In light of the passage last Thursday by the Senate of S. 2553, the Improving Medicare Post-Acute Care Transformation Act of 2014, I thought I would re-share this post from July.
If you are responsible for leading a post-acute/long-term care organization, I believe you should take note of two recent regulatory and legislative initiatives that provide a rather clear vision of where the post-acute/long-term care industry is headed – and it’s going to be disruptive to traditional thinking (if you want to survive).
ITEM 1: VBP in Home Healthcare
Earlier this week, CMS issued propose rule, CMS-1611–P, which proposed to update Medicare’s Home Health Prospective Payment System resulting in an over all 2.5% reduction in rates when consideration is given to rebasing adjustments and sequestration. Importantly, included with that rule was a solicitation of comments regarding a home healthcare value-based purchasing (HHVBP) model.
Section 3006(b)(1) of the Affordable Care Act directed the HHS Secretary to develop a plan for implementation of a HHVPB program for home health agencies and to issue an associated report to Congress. Key concepts of that report included building upon existing measurement tools and processes, the alignment with other Medicare programs and tying payment to performance.
As currently contemplated, beginning with CY 2016 in five to eight states participating in an initial demonstration, average Medicare payments would be increased or decreased in a rage of 5% to 8% based on quality performance as measured by both achievement and improvement across multiple quality measures. The belief is these incentives/disincentives would encourage better quality via improved planning, coordination, and management of care.
ITEM 2: Broad Spectrum Reform Targeted
Last week, leaders of the Senate Finance and House Ways and Means committees introduced bipartisan legislation (H.R. 4994, S. 2553) that would have the type of disruptive influence that Clayton Christiansen has researched and explained leads to disruptive innovation. Being referred to as The Improving Medicare Post-Acute Care Transformation Act of 2014 (or, IMPACT Act of 2014), it would require data gathering and reporting standardization across different types of PA/LTC settings to facilitate better comparisons of quality and resource utilization among those settings and to improve hospital and post-acute care discharge planning.
The data collected and analyses completed would then be used to develop new payment system(s) that could be site-neutral and reflect various forms of bundling and/or at-risk capitation. Anticipated quality measures include functional status, skin integrity, medication reconciliation, major falls and patient preference. If enacted, SNFs, IRFs and LTACs would begin reporting some of these measures as early as October of 2016, with confidential feedback sent the following year and public reporting of the measures occurring in 2018.
Taken together, these two initiatives – even if neither is ultimately implemented – reflect the long anticipated but now swiftly emerging paradigm shift away from fee for service in the PA/LTC industry. They also reflect the migration toward a view of PA/LTC that encompasses the patient’s overall and entire experience after an acute care stay. Owning only a piece of the puzzle, without being able to seamlessly and economically integrate with healthcare providers holding the other pieces, will not represent a sustainable business model.
To reinforce this, simply look at the strategy of Kindred Healthcare. Writing in Forbes Magazine recently, colleague Howard Gleckman noted that,
“as recently as 2010, half of Kindred’s business was generated by its skilled nursing facilities. This year, only one-fifth of its revenues will come from its nursing and rehab centers. In a major strategic shift, Kindred is betting the company on in-home care, hospice, care management, and fully integrated care services.” [my emphasis added]
Ironically, PACE models – whose genesis dates back to the early 70s – are well ahead of the curve in successfully providing comprehensive, integrated services and care, though their positioning platform has primarily been a means of serving low income seniors. That road hasn’t been easy, as development and execution is fraught with financial, operational, clinical and regulatory challenges. But the overall long-term programmatic success demonstrates the value created from integrated care delivery under a fully capitated payment model (as in, see above).
So if you’re one of those individuals I referenced at the top of this post, what I would do if I were you is spend some time understanding the PACE model – and a crash course in organizational change management might not hurt either.
Cheers – and Happy Independence Day!!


Task:
The answer must consist of every line in the records below that contains the string "results".

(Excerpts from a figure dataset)
>>
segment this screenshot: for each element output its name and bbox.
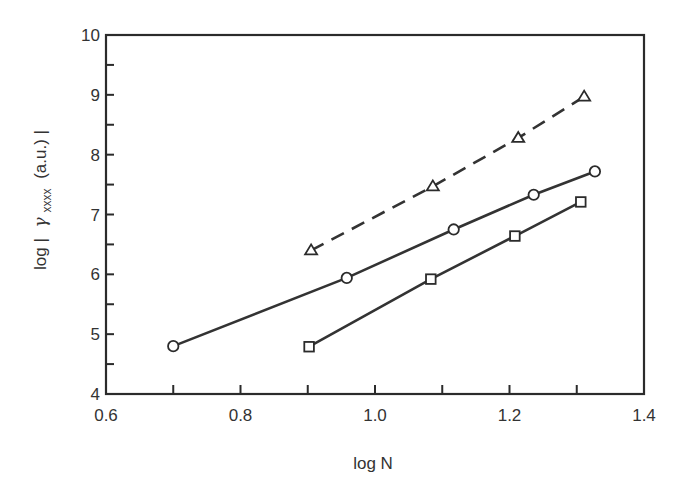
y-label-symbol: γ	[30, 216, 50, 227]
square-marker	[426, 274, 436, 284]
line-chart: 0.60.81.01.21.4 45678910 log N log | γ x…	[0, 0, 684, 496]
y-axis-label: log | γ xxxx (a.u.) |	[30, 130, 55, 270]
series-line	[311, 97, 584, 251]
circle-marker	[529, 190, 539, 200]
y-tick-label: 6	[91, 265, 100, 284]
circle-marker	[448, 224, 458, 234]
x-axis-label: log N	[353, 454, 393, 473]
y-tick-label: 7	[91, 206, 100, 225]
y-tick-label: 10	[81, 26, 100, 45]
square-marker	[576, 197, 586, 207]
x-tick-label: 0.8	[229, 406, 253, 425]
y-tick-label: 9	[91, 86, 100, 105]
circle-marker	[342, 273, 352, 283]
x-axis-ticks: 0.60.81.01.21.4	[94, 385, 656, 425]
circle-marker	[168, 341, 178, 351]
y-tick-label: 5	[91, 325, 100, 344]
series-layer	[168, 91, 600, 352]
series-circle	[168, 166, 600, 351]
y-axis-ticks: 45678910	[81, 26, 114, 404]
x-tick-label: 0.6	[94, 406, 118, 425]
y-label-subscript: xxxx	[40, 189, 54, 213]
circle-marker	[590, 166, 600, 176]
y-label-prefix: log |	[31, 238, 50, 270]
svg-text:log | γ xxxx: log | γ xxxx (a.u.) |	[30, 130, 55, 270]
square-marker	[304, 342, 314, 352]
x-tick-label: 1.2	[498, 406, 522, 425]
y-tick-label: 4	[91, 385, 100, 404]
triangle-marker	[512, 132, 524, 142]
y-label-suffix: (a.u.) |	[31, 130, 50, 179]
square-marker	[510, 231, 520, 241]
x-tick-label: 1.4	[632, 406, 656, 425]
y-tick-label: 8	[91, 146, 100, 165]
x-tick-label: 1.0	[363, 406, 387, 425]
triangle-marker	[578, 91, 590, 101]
<<
>>
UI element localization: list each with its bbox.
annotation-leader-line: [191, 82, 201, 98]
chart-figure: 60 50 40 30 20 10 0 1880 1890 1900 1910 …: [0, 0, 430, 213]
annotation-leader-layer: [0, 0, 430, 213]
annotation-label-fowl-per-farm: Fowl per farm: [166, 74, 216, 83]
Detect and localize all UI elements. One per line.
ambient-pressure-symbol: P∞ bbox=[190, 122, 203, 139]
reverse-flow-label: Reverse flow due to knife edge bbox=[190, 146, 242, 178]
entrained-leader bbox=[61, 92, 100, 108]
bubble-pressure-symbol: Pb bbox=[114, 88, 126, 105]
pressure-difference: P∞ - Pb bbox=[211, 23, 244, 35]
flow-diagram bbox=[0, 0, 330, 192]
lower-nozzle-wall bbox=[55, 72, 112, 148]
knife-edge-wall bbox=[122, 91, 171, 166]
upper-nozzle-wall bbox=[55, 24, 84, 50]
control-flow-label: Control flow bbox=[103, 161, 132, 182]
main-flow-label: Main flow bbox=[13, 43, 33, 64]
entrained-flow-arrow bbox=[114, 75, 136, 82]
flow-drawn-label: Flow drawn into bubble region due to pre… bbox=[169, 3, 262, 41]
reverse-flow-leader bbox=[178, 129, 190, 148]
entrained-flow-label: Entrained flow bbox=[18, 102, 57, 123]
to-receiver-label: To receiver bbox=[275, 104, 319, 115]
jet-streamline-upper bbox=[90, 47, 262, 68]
<<
>>
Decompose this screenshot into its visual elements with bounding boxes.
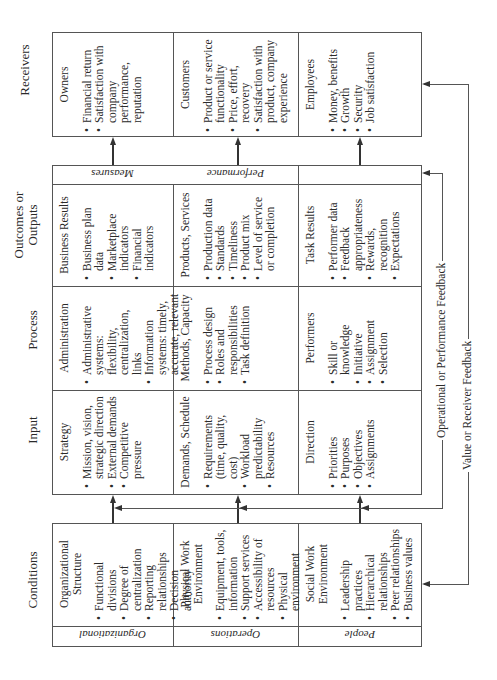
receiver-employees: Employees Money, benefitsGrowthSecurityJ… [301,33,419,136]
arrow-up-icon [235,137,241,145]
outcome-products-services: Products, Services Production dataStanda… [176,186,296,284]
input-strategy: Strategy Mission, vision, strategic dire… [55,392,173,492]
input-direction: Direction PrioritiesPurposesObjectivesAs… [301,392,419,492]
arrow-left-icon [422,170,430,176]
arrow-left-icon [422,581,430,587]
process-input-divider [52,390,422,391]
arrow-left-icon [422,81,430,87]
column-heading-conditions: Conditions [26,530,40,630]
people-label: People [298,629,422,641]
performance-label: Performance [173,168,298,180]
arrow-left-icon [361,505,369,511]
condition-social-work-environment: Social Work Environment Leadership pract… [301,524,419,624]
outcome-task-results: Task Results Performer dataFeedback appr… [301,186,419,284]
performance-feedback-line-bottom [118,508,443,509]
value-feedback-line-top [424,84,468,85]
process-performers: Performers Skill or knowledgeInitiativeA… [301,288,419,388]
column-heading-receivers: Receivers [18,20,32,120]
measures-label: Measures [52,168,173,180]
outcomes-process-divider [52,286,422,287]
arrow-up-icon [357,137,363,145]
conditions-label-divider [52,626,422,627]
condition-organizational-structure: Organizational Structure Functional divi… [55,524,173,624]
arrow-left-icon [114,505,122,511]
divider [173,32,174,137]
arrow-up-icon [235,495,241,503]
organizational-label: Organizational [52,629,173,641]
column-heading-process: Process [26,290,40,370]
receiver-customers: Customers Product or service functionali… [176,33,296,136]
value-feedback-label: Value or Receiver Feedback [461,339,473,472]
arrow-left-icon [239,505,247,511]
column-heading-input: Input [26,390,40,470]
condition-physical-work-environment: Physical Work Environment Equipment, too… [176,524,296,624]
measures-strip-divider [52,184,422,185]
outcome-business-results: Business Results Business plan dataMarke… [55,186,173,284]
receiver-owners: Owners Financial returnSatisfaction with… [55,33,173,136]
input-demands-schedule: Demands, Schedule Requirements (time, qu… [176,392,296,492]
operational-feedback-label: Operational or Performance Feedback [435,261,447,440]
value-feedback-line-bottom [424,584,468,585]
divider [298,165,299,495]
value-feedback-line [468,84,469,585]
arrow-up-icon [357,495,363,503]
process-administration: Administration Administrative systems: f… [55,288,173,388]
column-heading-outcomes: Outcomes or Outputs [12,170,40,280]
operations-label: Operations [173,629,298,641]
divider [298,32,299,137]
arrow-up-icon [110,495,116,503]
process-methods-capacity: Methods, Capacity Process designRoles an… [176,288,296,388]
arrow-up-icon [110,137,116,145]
<<
Answer to this exercise:
outcome-task-results: Task Results Performer dataFeedback appr… [301,186,419,284]
outcome-business-results: Business Results Business plan dataMarke… [55,186,173,284]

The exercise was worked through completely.